Briefly

Texas

Sex offender convicted in 5-year-old’s death

A sex offender was convicted of capital murder Wednesday in the slaying of a 5-year-old girl whose abduction from a Wal-Mart was captured on the store’s security camera.

Jurors in El Paso deliberated for about 40 minutes before convicting David Renteria in the 2001 strangling death of Alexandra Flores.

Alexandra, the youngest of eight children, had wandered away from her mother while her family shopped for Christmas on Nov. 18, 2001. Grainy tape from a surveillance camera showed a man roaming the store, pushing an empty shopping cart for 40 minutes before starting to follow the girl.

Prosecutors are seeking the death penalty.

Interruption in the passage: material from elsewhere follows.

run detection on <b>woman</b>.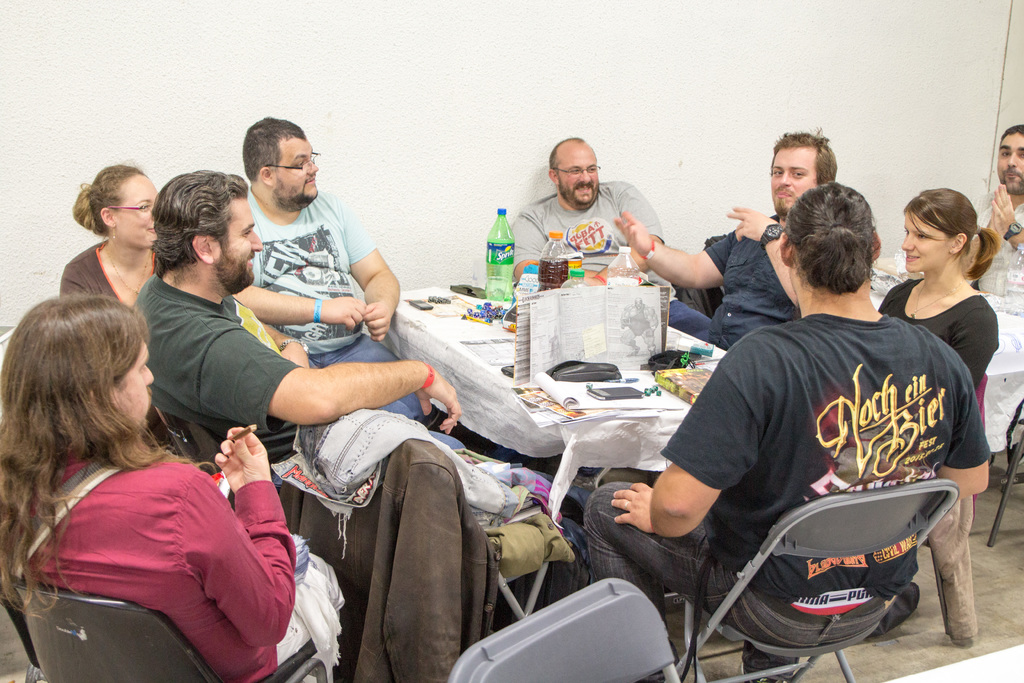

Renteria was convicted in 1994 of indecency with an 8-year-old child involving sexual contact.

Illinois

College student dies after binge-drinking

As Bradley University accepted another award this week for its efforts to curb binge drinking, students on campus mourned a senior who authorities say had been drinking for more than 12 hours before he died.

Robert Schmalz, 22, died Sunday. He was not breathing when friends found him in his room at an on-campus house.

Chief Deputy Coroner Johnna Ingersoll said she was awaiting toxicology results to determine the cause of death. But students said Schmalz and his Phi Kappa Tau fraternity were celebrating the end of the fall pledge process, known as rush, with a party where alcohol flowed freely.

On Tuesday, university officials picked up the school’s sixth consecutive award from the National Institute on Alcoholism and Alcohol Abuse.

Florida

Feeding tube ordered removed for patient

The feeding tube that has kept a brain-damaged woman alive for more than a decade must be removed Oct. 15, a judge said Wednesday, also denying her parents’ request for therapy to show the woman how to eat without the tube.

Court-appointed doctors have testified that Terri Schiavo’s brain damage is so severe she cannot be rehabilitated.

Circuit Court Judge George Greer and Florida’s appellate courts have sided consistently with Terri Schiavo’s husband, who contends his wife would not have wanted to be kept alive artificially.

Terri Schiavo collapsed in 1990 after her heart stopped, probably because of a potassium imbalance, doctors said.